The customer never leaves the principle domain, everything is contained within the WordPress site.

Shop Centric

In this scenario, the shopping experience takes place on the principle domain. WordPress is hosted on a separate domain, usually a subdomain like blog.yourshop.com. Care is taken to match the design of the header and footer on the sites to make the experience as seamless as possible.

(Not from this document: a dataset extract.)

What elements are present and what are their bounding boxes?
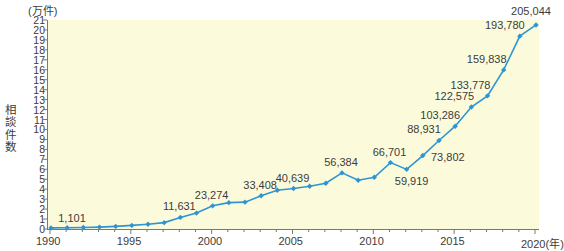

Shop Centric implementations generally put all content on BigCommerce except for the blog itself.

Blog Centric

In this case, the home page would definitely be hosted by WordPress and when shopping, the user will be ‘escorted’ to a subdomain like shop.yourshop.com. A purely blog-centric implementation would only use the BC catalog for shopping pages (catalog, product detail, cart and checkout).

Considerations

  Fully Integrated Shop Centric Blog Centric
Domain / Home Page The shopper only experiences the WordPress site and a single domain (e.g., yourshop.com). The home page can be on BigCommerce or WordPress but most likely on BigCommercei The home page will be on Wordpress.
SEO One domain and a single site map - optimal for SEO. Use popular WP plug-ins like Yoast to help create content with search gravity. A single sitemap for catalog and content. With the shop on the primary domain, SEO results are optimized for shoppers. Separate site maps. SEO results are optimized for content. Separate size maps.
Design Merchant can use any WP theme desired. Drag and drop design functionality works. Use WP short codes to add product content. Fonts, colors and other styles are automatically available throughout. Customize the WP header and footer to match BC theme. Sync css style changes manually. Customize BC header and footer to match WP. Sync css style changes manually.
Marketing Team Content sharing between the blog and the catalog is easy . Adding a product slider to a content page or post is done with a short code, complete with add to cart functionality embedded. Link product content back to the shop from WP. Link content back  to WP from BC.
Merchandising Teami Not all of the information on promotion and discounting options will carry over from BC to WP. More of the ecommerce functionality shows on all but the blog pages. Manually create WP content to feature specials.
Search Native search pulls content and catalog information by default. Search focus is domain-specific. Use 3rd party service to join results. Search focus is domain-specific. Use 3rd party service to join results.
Cart Cart is on WP site and picks up WP styling. Customization is a little more difficult. Cart is on BC domain and picks up BC styling. Cart will be on BC domain and picks up stying from BC.
Check out On WP and picks up WP styling. Customization is a little more difficult. On BC, customization is a little easier. On BC, customization is a little easier.
Plug ins and extensions Functionality must be recreated in WP and development done to sync data. Most plug-ins work but might not be available on blog pages. Plug-in functionality works automatically on catalog, cart, checkout and my account area, but not on content pages.